In this year’s Shavuot Yom Limmud at B’nai Israel in Baltimore City, a friend led a discussion on “Sacred Arguing in Jewish Tradition”.   A “mahloket” is translated as a controversy, disagreement, or conflict. The most frequently used concept for explaining the nature of a mahloket is “l’shem shamayin” and “lo l’shem shamayim”: For the sake of heaven or not not for the sake of heaven.  A Pirket Avot (mishna 5:20) states that “Any controversy which is for the sake of Heaven will result in something permanent, but when it is not for the sake of heaven, it will have no permanence.” The Piket Avot goes on to juxtapose the disagreements between Hillel and Shammai, who argued for the sake of Heaven, with the criticism of Moses by Korach and his company, which was not for the sake of Heaven.  In brief, we might see an argument for the sake of Heaven as being between people who that their bonds were deeper than the argument, and that they shared a direction and purpose greater than themselves. In short, that they are brothers and sisters, if not by blood than by communal bonds.

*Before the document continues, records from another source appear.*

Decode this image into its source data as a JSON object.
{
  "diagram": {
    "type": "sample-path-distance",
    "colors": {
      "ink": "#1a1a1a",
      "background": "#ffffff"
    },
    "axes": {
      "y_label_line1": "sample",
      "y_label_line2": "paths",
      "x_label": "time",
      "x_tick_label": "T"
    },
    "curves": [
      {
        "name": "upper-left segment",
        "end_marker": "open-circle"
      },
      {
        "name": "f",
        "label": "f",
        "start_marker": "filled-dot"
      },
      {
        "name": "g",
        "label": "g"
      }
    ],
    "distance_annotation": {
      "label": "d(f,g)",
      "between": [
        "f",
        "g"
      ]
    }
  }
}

What Rabbi Sacks points to in the Bible is perhaps an ideal state, that of being brothers, a goal necessary to reach to have an harmonious society, even though it will be hard to achieve, such as in Genesis.

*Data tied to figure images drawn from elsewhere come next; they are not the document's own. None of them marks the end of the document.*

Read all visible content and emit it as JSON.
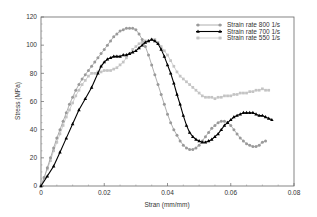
{
  "chart_data": {
    "type": "line",
    "title": "",
    "xlabel": "Stran (mm/mm)",
    "ylabel": "Stress (MPa)",
    "xlim": [
      0,
      0.08
    ],
    "ylim": [
      0,
      120
    ],
    "xticks": [
      0,
      0.02,
      0.04,
      0.06,
      0.08
    ],
    "xtick_labels": [
      "0",
      "0.02",
      "0.04",
      "0.06",
      "0.08"
    ],
    "yticks": [
      0,
      20,
      40,
      60,
      80,
      100,
      120
    ],
    "ytick_labels": [
      "0",
      "20",
      "40",
      "60",
      "80",
      "100",
      "120"
    ],
    "grid": false,
    "legend_position": "upper right",
    "series": [
      {
        "name": "Strain rate 800 1/s",
        "color": "#9a9a9a",
        "marker": "circle",
        "x": [
          0,
          0.001,
          0.002,
          0.003,
          0.004,
          0.005,
          0.006,
          0.007,
          0.008,
          0.009,
          0.01,
          0.011,
          0.012,
          0.013,
          0.014,
          0.015,
          0.016,
          0.017,
          0.018,
          0.019,
          0.02,
          0.021,
          0.022,
          0.023,
          0.024,
          0.025,
          0.026,
          0.027,
          0.028,
          0.029,
          0.03,
          0.031,
          0.032,
          0.033,
          0.034,
          0.035,
          0.036,
          0.037,
          0.038,
          0.039,
          0.04,
          0.041,
          0.042,
          0.043,
          0.044,
          0.045,
          0.046,
          0.047,
          0.048,
          0.049,
          0.05,
          0.051,
          0.052,
          0.053,
          0.054,
          0.055,
          0.056,
          0.057,
          0.058,
          0.059,
          0.06,
          0.061,
          0.062,
          0.063,
          0.064,
          0.065,
          0.066,
          0.067,
          0.068,
          0.069,
          0.07,
          0.071
        ],
        "values": [
          0,
          6,
          13,
          20,
          27,
          34,
          40,
          46,
          52,
          58,
          63,
          68,
          72,
          76,
          79,
          82,
          85,
          88,
          91,
          94,
          97,
          100,
          103,
          106,
          108,
          110,
          111,
          112,
          112,
          112,
          111,
          108,
          104,
          99,
          93,
          86,
          79,
          72,
          65,
          58,
          51,
          45,
          40,
          36,
          32,
          29,
          27,
          26,
          26,
          27,
          29,
          32,
          35,
          38,
          41,
          43,
          45,
          46,
          46,
          45,
          43,
          40,
          37,
          34,
          32,
          30,
          29,
          28,
          28,
          29,
          31,
          32
        ]
      },
      {
        "name": "Strain rate 700 1/s",
        "color": "#000000",
        "marker": "triangle",
        "x": [
          0,
          0.002,
          0.004,
          0.006,
          0.008,
          0.01,
          0.012,
          0.014,
          0.016,
          0.018,
          0.019,
          0.02,
          0.021,
          0.022,
          0.023,
          0.024,
          0.025,
          0.026,
          0.027,
          0.028,
          0.029,
          0.03,
          0.031,
          0.032,
          0.033,
          0.034,
          0.035,
          0.036,
          0.037,
          0.038,
          0.039,
          0.04,
          0.041,
          0.042,
          0.043,
          0.044,
          0.045,
          0.046,
          0.047,
          0.048,
          0.049,
          0.05,
          0.051,
          0.052,
          0.053,
          0.054,
          0.055,
          0.056,
          0.057,
          0.058,
          0.059,
          0.06,
          0.061,
          0.062,
          0.063,
          0.064,
          0.065,
          0.066,
          0.067,
          0.068,
          0.069,
          0.07,
          0.071,
          0.072,
          0.073
        ],
        "values": [
          0,
          7,
          14,
          24,
          34,
          44,
          54,
          62,
          70,
          80,
          85,
          88,
          90,
          91,
          92,
          92,
          92,
          93,
          93,
          94,
          95,
          96,
          98,
          100,
          102,
          103,
          104,
          103,
          101,
          97,
          92,
          86,
          80,
          73,
          65,
          58,
          50,
          43,
          38,
          35,
          33,
          32,
          31,
          31,
          32,
          33,
          35,
          37,
          40,
          43,
          45,
          47,
          49,
          50,
          51,
          52,
          52,
          52,
          52,
          51,
          50,
          50,
          49,
          48,
          47
        ]
      },
      {
        "name": "Strain rate 550 1/s",
        "color": "#c4c4c4",
        "marker": "square",
        "x": [
          0,
          0.001,
          0.002,
          0.003,
          0.004,
          0.005,
          0.006,
          0.007,
          0.008,
          0.009,
          0.01,
          0.011,
          0.012,
          0.013,
          0.014,
          0.015,
          0.016,
          0.017,
          0.018,
          0.019,
          0.02,
          0.021,
          0.022,
          0.023,
          0.024,
          0.025,
          0.026,
          0.027,
          0.028,
          0.029,
          0.03,
          0.031,
          0.032,
          0.033,
          0.034,
          0.035,
          0.036,
          0.037,
          0.038,
          0.039,
          0.04,
          0.041,
          0.042,
          0.043,
          0.044,
          0.045,
          0.046,
          0.047,
          0.048,
          0.049,
          0.05,
          0.051,
          0.052,
          0.053,
          0.054,
          0.055,
          0.056,
          0.057,
          0.058,
          0.059,
          0.06,
          0.061,
          0.062,
          0.063,
          0.064,
          0.065,
          0.066,
          0.067,
          0.068,
          0.069,
          0.07,
          0.071,
          0.072
        ],
        "values": [
          0,
          6,
          12,
          18,
          25,
          31,
          37,
          43,
          49,
          54,
          59,
          64,
          68,
          72,
          75,
          78,
          80,
          80,
          81,
          81,
          82,
          82,
          82,
          83,
          84,
          86,
          88,
          91,
          94,
          97,
          99,
          101,
          102,
          103,
          103,
          104,
          104,
          102,
          99,
          96,
          93,
          89,
          85,
          81,
          78,
          76,
          74,
          72,
          70,
          68,
          66,
          64,
          63,
          63,
          63,
          62,
          63,
          63,
          64,
          64,
          64,
          65,
          65,
          66,
          66,
          66,
          67,
          67,
          68,
          68,
          69,
          68,
          68
        ]
      }
    ]
  }
}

The Israelites, the Gaels, and many other ancient peoples, had a concept of kinship much broader that what is common in the western world today.  Indigenous nations of North America were rooted in kinship groups that had a right to place within the larger tribe.

That broader sense of kinship probably played a significant role is keeping their language and culture alive and transmitting both from one generation to the other.

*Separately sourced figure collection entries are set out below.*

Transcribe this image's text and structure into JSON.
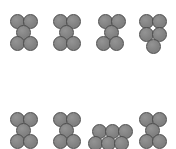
{
  "figure": {
    "type": "sphere-cluster-diagram",
    "width": 176,
    "height": 149,
    "background_color": "#ffffff",
    "sphere": {
      "diameter": 15,
      "fill_color": "#808080",
      "stroke_color": "#4d4d4d",
      "stroke_width": 1,
      "highlight_color": "#949494"
    },
    "rows": 2,
    "columns": 4,
    "total_clusters": 8,
    "note_bottom_row_clipped": true
  },
  "clusters": [
    {
      "id": "cluster-1",
      "row": 1,
      "column": 1,
      "shape": "x-pentomino",
      "sphere_count": 5,
      "origin": {
        "x": 10,
        "y": 14
      },
      "spheres": [
        {
          "x": 0,
          "y": 0
        },
        {
          "x": 13,
          "y": 0
        },
        {
          "x": 6,
          "y": 11
        },
        {
          "x": 0,
          "y": 22
        },
        {
          "x": 13,
          "y": 22
        }
      ]
    },
    {
      "id": "cluster-2",
      "row": 1,
      "column": 2,
      "shape": "x-pentomino",
      "sphere_count": 5,
      "origin": {
        "x": 53,
        "y": 14
      },
      "spheres": [
        {
          "x": 0,
          "y": 0
        },
        {
          "x": 13,
          "y": 0
        },
        {
          "x": 6,
          "y": 11
        },
        {
          "x": 0,
          "y": 22
        },
        {
          "x": 13,
          "y": 22
        }
      ]
    },
    {
      "id": "cluster-3",
      "row": 1,
      "column": 3,
      "shape": "x-pentomino",
      "sphere_count": 5,
      "origin": {
        "x": 96,
        "y": 14
      },
      "spheres": [
        {
          "x": 2,
          "y": 0
        },
        {
          "x": 15,
          "y": 0
        },
        {
          "x": 8,
          "y": 11
        },
        {
          "x": 0,
          "y": 22
        },
        {
          "x": 13,
          "y": 22
        }
      ]
    },
    {
      "id": "cluster-4",
      "row": 1,
      "column": 4,
      "shape": "two-two-one-pyramid",
      "sphere_count": 5,
      "origin": {
        "x": 139,
        "y": 14
      },
      "spheres": [
        {
          "x": 0,
          "y": 0
        },
        {
          "x": 13,
          "y": 0
        },
        {
          "x": 0,
          "y": 13
        },
        {
          "x": 13,
          "y": 13
        },
        {
          "x": 7,
          "y": 25
        }
      ]
    },
    {
      "id": "cluster-5",
      "row": 2,
      "column": 1,
      "shape": "x-pentomino",
      "sphere_count": 5,
      "origin": {
        "x": 10,
        "y": 112
      },
      "spheres": [
        {
          "x": 0,
          "y": 0
        },
        {
          "x": 13,
          "y": 0
        },
        {
          "x": 6,
          "y": 11
        },
        {
          "x": 0,
          "y": 22
        },
        {
          "x": 13,
          "y": 22
        }
      ]
    },
    {
      "id": "cluster-6",
      "row": 2,
      "column": 2,
      "shape": "x-pentomino",
      "sphere_count": 5,
      "origin": {
        "x": 53,
        "y": 112
      },
      "spheres": [
        {
          "x": 0,
          "y": 0
        },
        {
          "x": 13,
          "y": 0
        },
        {
          "x": 6,
          "y": 11
        },
        {
          "x": 0,
          "y": 22
        },
        {
          "x": 13,
          "y": 22
        }
      ]
    },
    {
      "id": "cluster-7",
      "row": 2,
      "column": 3,
      "shape": "three-over-three-row",
      "sphere_count": 6,
      "origin": {
        "x": 92,
        "y": 124
      },
      "spheres": [
        {
          "x": 0,
          "y": 0
        },
        {
          "x": 13,
          "y": 0
        },
        {
          "x": 26,
          "y": 0
        },
        {
          "x": -4,
          "y": 12
        },
        {
          "x": 9,
          "y": 12
        },
        {
          "x": 22,
          "y": 12
        }
      ]
    },
    {
      "id": "cluster-8",
      "row": 2,
      "column": 4,
      "shape": "x-pentomino",
      "sphere_count": 5,
      "origin": {
        "x": 139,
        "y": 112
      },
      "spheres": [
        {
          "x": 0,
          "y": 0
        },
        {
          "x": 13,
          "y": 0
        },
        {
          "x": 6,
          "y": 11
        },
        {
          "x": 0,
          "y": 22
        },
        {
          "x": 13,
          "y": 22
        }
      ]
    }
  ]
}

It’s challenging in modern society.  Democracies do not recognize extended kinship groups, but rather territorial areas, with an emphasis on individual citizenship and individual votes for those living in a specific territory. In such an environment, the sense of fraternity plays a larger role in creating shared bonds than extended kinship, but even that is in contrast to the constant reminder that we are individuals who must take care of ourselves first.

Being aon bhaile, one village, one family, might seen easier in an older time, in a tribal or at least rural setting.  The sense of needing each other in such societies was not just a noble goal but a daily necessity, even if fraught with difficulty.  Today we have so many choices. If we don’t like some people we can simply go to another shul, use a different carpenter, or go live in another community, and never see those people again.  Such an attitude and action is more easily possible today than in previous generations. How bonded are we really if we can walk away so easily? If what we as individuals, or perhaps a nuclear family, “want” is considered before what is “needed of us”how deeply do we take our responsibilities to one another?

It’s one thing to to agree on policies that produce a fairer world. It’s one thing to create programs and laws.  It’s another for a people to feel so bound together in a mutual history, a shared life, and mutual responsibility that their bonds are unbreakable.  

Yet, the principle can still guide us.  We are not strangers or foreigners to one another. We are members of many varied communities within which we share mutual interests and a mutual need for one another.  We are, as Emily McEwan said, aon bhaile, and must work to make that more than just a principle.